Showing posts with label Deadly. Show all posts
Showing posts with label Deadly. Show all posts

Saturday, February 1, 2014

Sinabung: Indonesia volcano in deadly eruption

Mount Sinabung volcano has erupted on the Indonesian island of Sumatra, engulfing villages in ash and killing at least 14 people.

Sinabung spewed hot gas, ash and rocks 2km (1.5 miles) into the air in a series of eruptions during the morning.

Emergency official Sutopo Purwo Nugroho said three schoolchildren and a teacher were among the dead.

Thousands were evacuated in September when Sinabung erupted after being dormant for three years. Many were allowed back to their homes on Friday.

Officials fear there may have been more casualties, but they cannot get closer because of the heat from the eruption.

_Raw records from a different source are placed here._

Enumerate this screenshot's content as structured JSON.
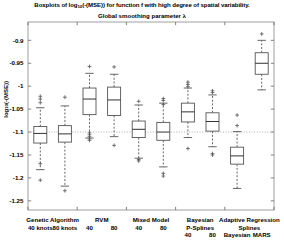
{
  "chart_data": {
    "type": "boxplot",
    "title": "Boxplots of log10(-(MSE)) for function f with high degree of spatial variability.",
    "title_parts": {
      "pre": "Boxplots of log",
      "subscript": "10",
      "post": "(-(MSE)) for function f with high degree of spatial variability."
    },
    "subtitle": "Global smoothing parameter λ",
    "xlabel": "",
    "ylabel": "log10(-(MSE))",
    "ylabel_parts": {
      "pre": "log",
      "subscript": "10",
      "post": "(-(MSE))"
    },
    "ylim": [
      -1.27,
      -0.86
    ],
    "yticks": [
      -0.9,
      -0.95,
      -1,
      -1.05,
      -1.1,
      -1.15,
      -1.2,
      -1.25
    ],
    "ytick_labels": [
      "-0.9",
      "-0.95",
      "-1",
      "-1.05",
      "-1.1",
      "-1.15",
      "-1.2",
      "-1.25"
    ],
    "grid": false,
    "reference_line": -1.1,
    "reference_line_style": "dotted",
    "groups": [
      {
        "label": "Genetic Algorithm",
        "members": [
          "40 knots",
          "80 knots"
        ]
      },
      {
        "label": "RVM",
        "members": [
          "40",
          "80"
        ]
      },
      {
        "label": "Mixed Model",
        "members": [
          "40",
          "80"
        ]
      },
      {
        "label": "Bayesian\nP-Splines",
        "members": [
          "40",
          "80"
        ]
      },
      {
        "label": "Adaptive Regression\nSplines",
        "members": [
          "Bayesian",
          "MARS"
        ]
      }
    ],
    "group_labels": [
      "Genetic Algorithm",
      "RVM",
      "Mixed Model",
      "Bayesian P-Splines",
      "Adaptive Regression Splines"
    ],
    "categories": [
      "Genetic Algorithm 40 knots",
      "Genetic Algorithm 80 knots",
      "RVM 40",
      "RVM 80",
      "Mixed Model 40",
      "Mixed Model 80",
      "Bayesian P-Splines 40",
      "Bayesian P-Splines 80",
      "Adaptive Regression Splines Bayesian",
      "Adaptive Regression Splines MARS"
    ],
    "boxes": [
      {
        "name": "Genetic Algorithm 40 knots",
        "whisker_low": -1.182,
        "q1": -1.124,
        "median": -1.103,
        "q3": -1.088,
        "whisker_high": -1.047,
        "outliers": [
          -1.205,
          -1.169,
          -1.036,
          -1.028,
          -1.022
        ]
      },
      {
        "name": "Genetic Algorithm 80 knots",
        "whisker_low": -1.218,
        "q1": -1.122,
        "median": -1.104,
        "q3": -1.086,
        "whisker_high": -1.043,
        "outliers": [
          -1.228,
          -1.024
        ]
      },
      {
        "name": "RVM 40",
        "whisker_low": -1.113,
        "q1": -1.062,
        "median": -1.028,
        "q3": -1.004,
        "whisker_high": -0.972,
        "outliers": [
          -1.118,
          -1.115,
          -1.11,
          -1.106,
          -1.102,
          -0.957
        ]
      },
      {
        "name": "RVM 80",
        "whisker_low": -1.11,
        "q1": -1.064,
        "median": -1.03,
        "q3": -1.002,
        "whisker_high": -0.974,
        "outliers": [
          -1.129,
          -0.958
        ]
      },
      {
        "name": "Mixed Model 40",
        "whisker_low": -1.157,
        "q1": -1.112,
        "median": -1.094,
        "q3": -1.076,
        "whisker_high": -1.041,
        "outliers": [
          -1.163,
          -1.16,
          -1.033
        ]
      },
      {
        "name": "Mixed Model 80",
        "whisker_low": -1.176,
        "q1": -1.118,
        "median": -1.1,
        "q3": -1.079,
        "whisker_high": -1.037,
        "outliers": [
          -1.196,
          -1.19,
          -1.04,
          -1.031,
          -1.027
        ]
      },
      {
        "name": "Bayesian P-Splines 40",
        "whisker_low": -1.112,
        "q1": -1.078,
        "median": -1.056,
        "q3": -1.037,
        "whisker_high": -1.004,
        "outliers": [
          -1.136,
          -1.001,
          -0.996,
          -0.991
        ]
      },
      {
        "name": "Bayesian P-Splines 80",
        "whisker_low": -1.132,
        "q1": -1.098,
        "median": -1.077,
        "q3": -1.058,
        "whisker_high": -1.019,
        "outliers": [
          -1.15,
          -1.147,
          -1.014,
          -1.01
        ]
      },
      {
        "name": "Adaptive Regression Splines Bayesian",
        "whisker_low": -1.223,
        "q1": -1.17,
        "median": -1.152,
        "q3": -1.133,
        "whisker_high": -1.099,
        "outliers": [
          -1.086,
          -1.063
        ]
      },
      {
        "name": "Adaptive Regression Splines MARS",
        "whisker_low": -1.008,
        "q1": -0.974,
        "median": -0.95,
        "q3": -0.927,
        "whisker_high": -0.9,
        "outliers": [
          -0.886
        ]
      }
    ]
  }
}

Pictures taken at the scene showed rescue workers recovering bodies that were buried in ash.

Saturday's eruption was the worst since Sinabung came back to life in 2010, after 400 years dormancy

When the volcano erupted in 2010, at least two people were killed and 30,000 others were displaced.

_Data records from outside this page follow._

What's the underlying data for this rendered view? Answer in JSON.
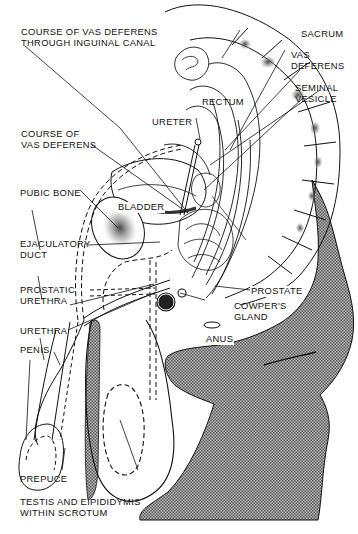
{
  "figure": {
    "colors": {
      "ink": "#111111",
      "shade": "#8a8a8a",
      "paper": "#ffffff"
    }
  },
  "labels": {
    "vas_inguinal": "COURSE OF VAS DEFERENS\nTHROUGH INGUINAL CANAL",
    "sacrum": "SACRUM",
    "vas_deferens": "VAS\nDEFERENS",
    "seminal_vesicle": "SEMINAL\nVESICLE",
    "rectum": "RECTUM",
    "ureter": "URETER",
    "course_vas": "COURSE OF\nVAS DEFERENS",
    "pubic_bone": "PUBIC BONE",
    "bladder": "BLADDER",
    "ejaculatory_duct": "EJACULATORY\nDUCT",
    "prostate": "PROSTATE",
    "prostatic_urethra": "PROSTATIC\nURETHRA",
    "cowpers_gland": "COWPER'S\nGLAND",
    "urethra": "URETHRA",
    "anus": "ANUS",
    "penis": "PENIS",
    "prepuce": "PREPUCE",
    "testis": "TESTIS AND EIPIDIDYMIS\nWITHIN SCROTUM"
  }
}
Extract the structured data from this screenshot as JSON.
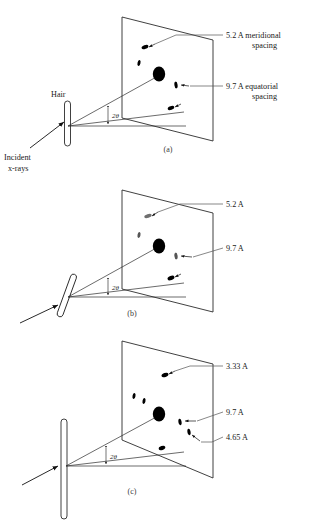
{
  "figure": {
    "title_caption": "",
    "panels": [
      {
        "id": "a",
        "caption": "(a)",
        "sample_label": "Hair",
        "beam_label_line1": "Incident",
        "beam_label_line2": "x-rays",
        "angle_label": "2θ",
        "labels": [
          {
            "line1": "5.2 A  meridional",
            "line2": "spacing"
          },
          {
            "line1": "9.7 A  equatorial",
            "line2": "spacing"
          }
        ]
      },
      {
        "id": "b",
        "caption": "(b)",
        "sample_label": "",
        "beam_label_line1": "",
        "beam_label_line2": "",
        "angle_label": "2θ",
        "labels": [
          {
            "line1": "5.2 A",
            "line2": ""
          },
          {
            "line1": "9.7 A",
            "line2": ""
          }
        ]
      },
      {
        "id": "c",
        "caption": "(c)",
        "sample_label": "",
        "beam_label_line1": "",
        "beam_label_line2": "",
        "angle_label": "2θ",
        "labels": [
          {
            "line1": "3.33 A",
            "line2": ""
          },
          {
            "line1": "9.7 A",
            "line2": ""
          },
          {
            "line1": "4.65 A",
            "line2": ""
          }
        ]
      }
    ],
    "colors": {
      "ink": "#1a1a1a",
      "line": "#2b2b2b",
      "leader": "#555555",
      "spot": "#000000",
      "background": "#ffffff"
    }
  }
}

Before 2010, Sinabung had not erupted in 400 years.

It is one of about 130 active volcanoes in Indonesia.

Experts say the mountain is more difficult to predict than other more closely studied mountains.

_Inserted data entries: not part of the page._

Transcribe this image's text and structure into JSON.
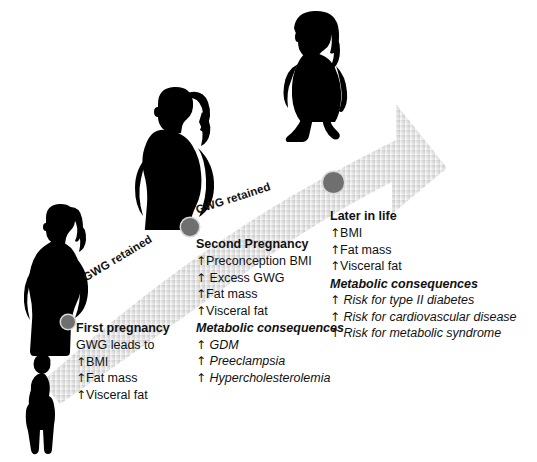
{
  "figure": {
    "background_color": "#ffffff",
    "arrow": {
      "color_start": "#f2f2f2",
      "color_end": "#c9c9c9",
      "node_color": "#6f6f6f",
      "labels": [
        {
          "name": "gwg-retained-left",
          "text": "GWG retained"
        },
        {
          "name": "gwg-retained-right",
          "text": "GWG retained"
        }
      ]
    },
    "silhouettes": [
      {
        "name": "pre-pregnancy-woman",
        "description": "slim standing woman"
      },
      {
        "name": "first-pregnancy-woman",
        "description": "pregnant woman with ponytail"
      },
      {
        "name": "second-pregnancy-woman",
        "description": "larger pregnant woman, hand on hip"
      },
      {
        "name": "later-in-life-woman",
        "description": "obese walking woman"
      }
    ]
  },
  "stages": [
    {
      "id": "first-pregnancy",
      "title": "First pregnancy",
      "lead": "GWG leads to",
      "items": [
        {
          "arrow": "↑",
          "text": "BMI"
        },
        {
          "arrow": "↑",
          "text": "Fat mass"
        },
        {
          "arrow": "↑",
          "text": "Visceral fat"
        }
      ],
      "consequences_title": "",
      "consequences": []
    },
    {
      "id": "second-pregnancy",
      "title": "Second Pregnancy",
      "lead": "",
      "items": [
        {
          "arrow": "↑",
          "text": "Preconception BMI"
        },
        {
          "arrow": "↑",
          "text": "Excess GWG"
        },
        {
          "arrow": "↑",
          "text": "Fat mass"
        },
        {
          "arrow": "↑",
          "text": "Visceral fat"
        }
      ],
      "consequences_title": "Metabolic consequences",
      "consequences": [
        {
          "arrow": "↑",
          "text": "GDM"
        },
        {
          "arrow": "↑",
          "text": "Preeclampsia"
        },
        {
          "arrow": "↑",
          "text": "Hypercholesterolemia"
        }
      ]
    },
    {
      "id": "later-in-life",
      "title": "Later in life",
      "lead": "",
      "items": [
        {
          "arrow": "↑",
          "text": "BMI"
        },
        {
          "arrow": "↑",
          "text": "Fat mass"
        },
        {
          "arrow": "↑",
          "text": "Visceral fat"
        }
      ],
      "consequences_title": "Metabolic consequences",
      "consequences": [
        {
          "arrow": "↑",
          "text": "Risk for type II diabetes"
        },
        {
          "arrow": "↑",
          "text": "Risk for cardiovascular disease"
        },
        {
          "arrow": "↑",
          "text": "Risk for metabolic syndrome"
        }
      ]
    }
  ]
}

Experts say Sinabung has been studied less than more active volcanoes, making it more difficult to predict.

The volcano has covered villages nearby in ash and debris

Saturday, January 18, 2014

TRMM satellite: System 91W's deadly Philippine flooding calculations

NASA/JAXA's TRMM satellite data was used to calculate the extremely high rainfall totals of over 1,168 mm (about 46 inches) that fell from Jan. 10-17, 2014, near northeastern Mindanao, Philippines. 

Credit: SSAI/NASA, Hal Pierce

People in the southern Philippines are used to heavy rainfall this time of the year but rainfall totals have recently been exceptionally high.

A tropical low known as System 91W, located northeast of Mindanao has been an almost permanent feature on weather maps for the past week.

NASA and the Japan Aerospace Exploration Agency's TRMM satellite has provided data on rainfall and flooding that was used to create a map of the event.

System 91W has caused nearly continuous rain in the area of northeastern Mindanao triggering floods and landslides that have caused the reported deaths of 34 people.

The Tropical Rainfall Measuring Mission or TRMM satellite data was used in a TRMM Multi-Satellite Precipitation Analysis (TMPA), produced at NASA's Goddard Space Flight Center, in Greenbelt, Md.

The TMPA combines the rainfall estimates generated by TRMM and other satellites. The analysis was done for the period from January 10-17, 2014.

Extremely high rainfall totals of over 1,168 mm (about 46 inches) for that week were found near northeastern Mindanao. This past Monday, January 13, a landslide on Dinagat Island caused the deaths of six people in this area.

Heavy rain amounts (calculated from satellite data), flood inundation calculations (from a hydrological computer models) and landslide potential maps are updated as often as every three hours globally.

Results are shown at the "Global Flood and Landslide Monitoring" TRMM web site pages: trmm.gsfc.nasa.gov.

System 91W, known locally as "Agaton," continues to drop heavy rainfall on parts of the Philippines, and warnings remained in effect on January 17-18.

Philippines warnings in effect include Public Storm Warning Signal #1 for southern Leyte, Surigao del Norte and Sur, Siargao Island, Dinagat Province, Agusan del Norte and Sur, Davao Oriental and Compostella Valley.

On January 17 at 1500 UTC/10 a.m. EST, System 91W was centered near 9.7 north latitude and 127.6 east longitude, about 370 nautical miles/425.8 miles/685.2 km east-northeast of Zamboanga, Philippines.

Satellite data indicated that convection continued to flare up along the northern quadrant of the storm. The Joint Typhoon Warning Center gives System 91W a high chance for becoming a tropical depression in the next 24 hours.

Residents of the Philippines should be on guard for more heavy rainfall, flash floods, and mudslides as System 91W lingers.

Friday, February 5, 2010

Deadly Bullet-shaped rhabdoviruses

Gallery - Picture of the day - Image 1 - New Scientist

Some viruses are our friends, some are our deadly enemies. The bullet-shaped rhabdoviruses are both. On one plus side, there's vesicular stomatitis virus (VSV), the core of several promising new vaccines. Then there's rabies, among the deadliest viruses known.

It has never before been clear how these viruses' three structural proteins and RNA genome come together to form their bullet shape.

Now, using ultra-fine electron microscopy, Z. Hong Zhou at the University of California, Los Angeles, and colleagues have shown that the RNA and proteins wind together in a precise order, starting at the top of the bullet, to form two nested helices. Such structural insights may one day help us fight VSV's less benign cousins (Science, vol 327, p 689, DOI: 10.1126/science.1181766).